Donald Trump has announced that he has selected Dr. Jay Bhattacharya, the director of Stanford University’s Center for Demography and Economics of Health and Aging, to lead the National Institutes of Health.
Bhattacharya will work alongside Robert F. Kennedy, Jr., who was chosen by Trump to head the Department of Health and Human Services.“Together, Jay and RFK Jr. will restore the NIH to a Gold Standard of Medical Research as they examine the underlying causes of, and solutions to, America’s biggest health challenges, including our Crisis of Chronic Illness and Disease,” Trump wrote in a statement on Truth Social.
Bhattacharya was a vocal opponent of lockdowns during the pandemic, arguing that they were harmful to children, and in October 2020 co-authored the Great Barrington Declaration, a document which recommended a different approach than what was implemented at the time. Former NIH Director Francis Collins had urged Dr. Anthony Fauci to do a “takedown” of the Great Barrington Declaration. Now, Bhattacharya will sit in Collins’ former position. Bhattacharya wrote in an article in July 2023:
In an email obtained through a Freedom of Information Act request, Francis Collins, then-Director of the National Institute of Health (NIH), called Bhattacharya, Gupta, and Kulldorf [the Great Barrington Declaration authors] “fringe epidemiologists.”
Writing to Dr. Anthony Fauci, then-head of the National Institute for Allergies and Infectious Diseases (NIAID), Collins called for “a quick and devastating takedown” of the Great Barrington Declaration.
Fauci later sent Collins articles in Wired and The Nation that harshly criticized the declaration. Yet when Fauci was deposed in the Missouri v. Biden case he denied even knowing what the Great Barrington Declaration was.
The Biden administration pressured social media platforms like Twitter to censor Bhattacharya for his views. A federal appeals court ruled in his favor in 2023, saying that the White House, surgeon general, CDC, and FBI “likely violated the First Amendment” by censoring Bhattacharya and other scientists and physicians who disagreed with the Biden administration’s coercively implemented censorship.
“I think this ruling is akin to the second Enlightenment,” Bhattacharya told the New York Post after the ruling. “It’s a ruling that says there’s a democracy of ideas. The issue is not whether the ideas are wrong or right. The question is who gets to control what ideas are expressed in the public square?”
While Bhattacharya does not appear to have publicly espoused his views regarding abortion, free speech is a value that the pro-life movement holds dear. The First Amendment rights of pro-lifers have been restricted in numerous places through the use of “buffer zones” which disallow any free pro-life speech within a certain distance of an abortion facility. It is specifically pro-life speech and actions that are restricted within these zones. On high school and college campuses, free pro-life speech is often either disallowed by school authorities or, if allowed, becomes the target of pro-abortion censorship and/or violence. Some cities and states have additionally attempted to trample on the First Amendment rights of pregnancy resource centers. The list goes on.
READ: Global attacks against pro-life speech at abortion facilities are an attack on women’s choice
Bhattacharya once wrote an op-ed talking about fighting government censorship, and the importance of not only free speech, but diversity of thought. “When I was 19, I became an American citizen,” he wrote. “… The American civic religion has the right to free speech as the core of its liturgy. I never imagined that there would come a time when an American government would think of violating this right, or that I would be its target.”
He added that due to the censorship he suffered, he “can never go back to the uncomplicated faith and naive confidence I had in America when I was young. Our government is not immune to the authoritarian impulse. I have learned the hard way that it is only we, the people, who must hold an overreaching government accountable for violating our most sacred rights. Without our vigilance, we will lose them.”
Bhattacharya is originally from Kolkata, India, and received both his MD and PhD from Stanford. In addition to his medical career, Bhattacharya has worked as an economist at the RAND Corporation, a visiting assistant professor at the UCLA Department of Economics, and as a research fellow at the Hoover Institution. He is currently a professor of medicine at Stanford and a senior fellow at the Stanford Institute for Economic Policy Research.
According to the Stanford website, his research “focuses on the health and well-being of vulnerable populations, with a particular emphasis on the role of government programs, biomedical innovation, and economics.” More recently, he has focused on the epidemiology of COVID-19, and the policy responses to the epidemic.
Call on President Trump to pardon the FACE Act prisoners on his first day in office.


About this exercise — Nothing but the records, transcribed exactly, should appear in the answer; leave the pictures out.
== Stored data
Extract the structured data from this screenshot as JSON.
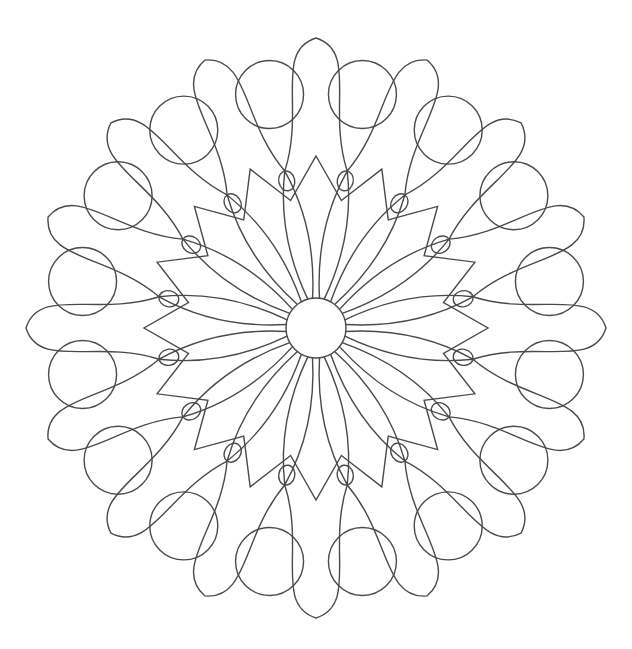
{
  "drawing": {
    "cx": 316,
    "cy": 328,
    "stroke": "#4a4a4a",
    "center_r": 30,
    "petals": 16,
    "outer_circles": 16,
    "teardrops": 16
  }
}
====
Exercise result —
Extract the structured data from this screenshot as JSON.
{
  "drawing": {
    "cx": 316,
    "cy": 328,
    "stroke": "#4a4a4a",
    "center_r": 30,
    "petals": 16,
    "outer_circles": 16,
    "teardrops": 16
  }
}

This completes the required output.